The price point is a deliberate part of the concept. Each STUD interceptor costs a few thousand dollars — a fraction of the cost of a missile-based intercept — making it economically viable to field in large numbers against mass drone attacks. Russia has repeatedly launched waves of dozens or even hundreds of Shaheds in a single night, and the arithmetic of air defense has become as important as the technology itself. A system that can be produced at volume in Bucharest and deployed at low cost per intercept directly addresses that equation.
Flexibility in deployment is one of the platform’s defining characteristics. Danici outlined a range of launch options that set the STUD apart from conventional interceptor systems.
“It can be launched in any way you can imagine. It can take off on its own, it can be thrown and triggered automatically, it can be dropped from above and triggered automatically, it can be launched from a pneumatic tube, it can even be launched as a projectile from aboard an aircraft,” he said.
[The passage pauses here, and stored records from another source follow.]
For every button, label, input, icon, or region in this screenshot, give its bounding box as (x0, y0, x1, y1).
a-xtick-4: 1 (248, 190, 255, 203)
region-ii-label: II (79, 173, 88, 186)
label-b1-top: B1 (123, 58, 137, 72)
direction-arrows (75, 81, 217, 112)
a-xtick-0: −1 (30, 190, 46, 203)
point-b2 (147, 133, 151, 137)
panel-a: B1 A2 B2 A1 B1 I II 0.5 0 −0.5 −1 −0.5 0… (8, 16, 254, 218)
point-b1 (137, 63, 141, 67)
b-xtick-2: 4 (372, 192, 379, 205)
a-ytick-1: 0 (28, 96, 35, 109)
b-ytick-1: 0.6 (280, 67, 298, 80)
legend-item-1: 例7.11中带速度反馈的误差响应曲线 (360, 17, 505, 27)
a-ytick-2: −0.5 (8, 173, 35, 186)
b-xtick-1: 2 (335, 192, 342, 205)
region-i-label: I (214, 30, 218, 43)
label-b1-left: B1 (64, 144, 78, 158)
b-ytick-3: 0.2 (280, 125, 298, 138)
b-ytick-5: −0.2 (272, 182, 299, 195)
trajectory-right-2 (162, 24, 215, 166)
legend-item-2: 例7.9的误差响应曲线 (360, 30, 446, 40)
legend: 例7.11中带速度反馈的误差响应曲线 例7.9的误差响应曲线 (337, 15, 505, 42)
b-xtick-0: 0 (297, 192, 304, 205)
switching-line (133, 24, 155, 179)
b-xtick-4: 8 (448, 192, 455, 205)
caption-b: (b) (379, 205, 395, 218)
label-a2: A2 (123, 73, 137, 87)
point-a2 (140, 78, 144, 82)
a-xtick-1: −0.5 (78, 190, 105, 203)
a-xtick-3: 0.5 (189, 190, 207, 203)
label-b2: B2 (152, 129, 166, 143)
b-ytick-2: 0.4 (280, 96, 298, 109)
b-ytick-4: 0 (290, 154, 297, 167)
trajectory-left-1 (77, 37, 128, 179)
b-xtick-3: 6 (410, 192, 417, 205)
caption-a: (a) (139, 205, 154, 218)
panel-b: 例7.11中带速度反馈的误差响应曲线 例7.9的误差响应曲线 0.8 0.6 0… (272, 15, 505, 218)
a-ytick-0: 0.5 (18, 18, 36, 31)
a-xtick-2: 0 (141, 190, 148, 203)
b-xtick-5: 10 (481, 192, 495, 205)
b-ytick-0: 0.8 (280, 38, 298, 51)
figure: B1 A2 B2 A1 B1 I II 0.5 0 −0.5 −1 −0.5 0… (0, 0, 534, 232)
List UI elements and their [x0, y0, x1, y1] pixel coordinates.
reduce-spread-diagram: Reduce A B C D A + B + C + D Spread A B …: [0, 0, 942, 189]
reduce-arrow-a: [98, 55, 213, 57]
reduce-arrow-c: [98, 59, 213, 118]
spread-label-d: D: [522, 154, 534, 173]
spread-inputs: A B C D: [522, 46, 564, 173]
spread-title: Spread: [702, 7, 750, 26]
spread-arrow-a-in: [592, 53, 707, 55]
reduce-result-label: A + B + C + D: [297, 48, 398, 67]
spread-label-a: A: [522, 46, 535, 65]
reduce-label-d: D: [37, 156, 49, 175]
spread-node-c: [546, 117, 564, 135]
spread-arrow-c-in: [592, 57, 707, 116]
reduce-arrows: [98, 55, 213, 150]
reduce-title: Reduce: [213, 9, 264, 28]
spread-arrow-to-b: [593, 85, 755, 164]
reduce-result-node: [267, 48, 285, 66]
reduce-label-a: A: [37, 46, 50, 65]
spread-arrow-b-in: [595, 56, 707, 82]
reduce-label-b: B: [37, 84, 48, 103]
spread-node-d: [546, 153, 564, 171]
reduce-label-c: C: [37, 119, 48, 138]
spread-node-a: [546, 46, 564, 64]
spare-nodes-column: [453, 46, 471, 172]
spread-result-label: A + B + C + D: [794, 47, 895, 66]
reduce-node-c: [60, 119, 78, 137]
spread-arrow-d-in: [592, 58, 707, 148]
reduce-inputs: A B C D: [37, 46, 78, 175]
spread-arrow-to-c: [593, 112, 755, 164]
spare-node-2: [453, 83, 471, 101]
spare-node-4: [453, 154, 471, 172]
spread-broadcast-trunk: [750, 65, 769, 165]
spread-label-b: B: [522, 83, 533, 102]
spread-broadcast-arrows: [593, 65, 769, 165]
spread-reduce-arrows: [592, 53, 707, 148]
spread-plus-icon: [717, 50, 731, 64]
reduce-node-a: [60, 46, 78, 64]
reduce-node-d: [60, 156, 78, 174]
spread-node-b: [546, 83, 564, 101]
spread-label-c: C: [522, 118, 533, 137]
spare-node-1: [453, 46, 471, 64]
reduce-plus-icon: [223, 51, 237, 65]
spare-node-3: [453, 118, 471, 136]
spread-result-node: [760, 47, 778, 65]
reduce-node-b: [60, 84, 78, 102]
That breadth of launch compatibility means the STUD can be integrated into ground vehicles, fixed installations, naval platforms, or manned aircraft without requiring dedicated launcher infrastructure.
Once airborne, the interceptor does not operate independently. The STUD receives targeting data from a modern radar system that feeds it real-time information about the location and trajectory of the incoming threat. When the radar locks onto a target, the drone moves to intercept.
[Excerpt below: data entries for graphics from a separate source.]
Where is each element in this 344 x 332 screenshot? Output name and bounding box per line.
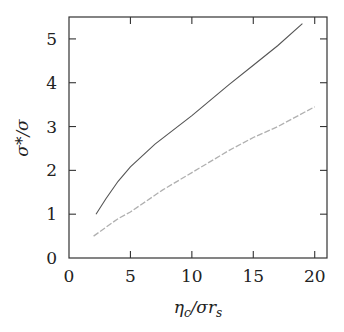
x-tick-label: 10 [181, 266, 203, 286]
x-tick-label: 5 [125, 266, 136, 286]
x-tick-label: 0 [64, 266, 75, 286]
y-tick-label: 5 [46, 29, 57, 49]
y-axis-label: σ*/σ [12, 119, 32, 157]
x-tick-label: 15 [242, 266, 264, 286]
data-series [94, 24, 315, 237]
x-tick-label: 20 [304, 266, 326, 286]
y-axis-ticks: 012345 [46, 29, 327, 268]
x-axis-label: ηc/σrs [174, 297, 223, 320]
y-tick-label: 2 [46, 160, 57, 180]
y-tick-label: 4 [46, 73, 57, 93]
plot-frame [69, 17, 327, 258]
y-tick-label: 0 [46, 248, 57, 268]
x-axis-ticks: 05101520 [64, 17, 326, 286]
y-tick-label: 1 [46, 204, 57, 224]
series-upper-line [96, 24, 302, 215]
line-chart: 05101520 012345 ηc/σrs σ*/σ [0, 0, 344, 332]
y-tick-label: 3 [46, 117, 57, 137]
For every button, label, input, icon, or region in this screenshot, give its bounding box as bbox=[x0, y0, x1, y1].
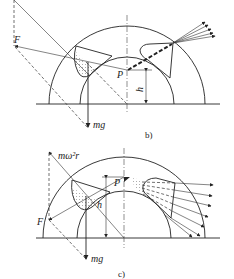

Ion Mocanu,co-Founder and CEO of Qognifly Systems, detailed the radar’s detection envelope: “With a single unit we can detect small drones the size of a mobile phone from at least 2 kilometers, up to drones the size of a Shahed from over 20 kilometers”.
That detection range provides meaningful reaction time — enough for the interceptor to be launched, acquire the target, and complete an intercept before a Shahed reaches its intended strike point.
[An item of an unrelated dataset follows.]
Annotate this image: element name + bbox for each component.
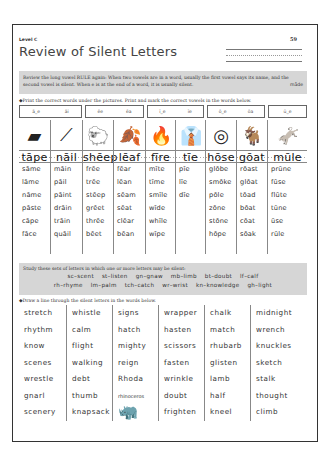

The STUD is classified as a multi-role platform. Mission designations presented by XDOWN include intelligence, surveillance, and reconnaissance; hard strike; counter-UAS; and electronic warfare. Additional mission packages cover counter-unmanned ground vehicle operations, counter-unmanned surface vessel roles, and anti-personnel applications. The drone is designed to accept different payloads depending on the mission, meaning the same airframe can be reconfigured for tasks beyond pure interception. For the Bucharest production line, however, the counter-Shahed interceptor role is the immediate operational priority.


Qognifly has reported that the companies are already delivering surveillance and cargo drones to customers in Ukraine and the Middle East, establishing a baseline of operational experience before the interceptor line reaches full output. The Bucharest facility represents an expansion of that footprint — moving from delivery of existing platforms to domestic serial production of a new system on European soil. Producing interceptors inside a NATO member state simplifies export logistics, reduces supply chain exposure, and positions the program for potential procurement by European defense customers facing similar drone threats.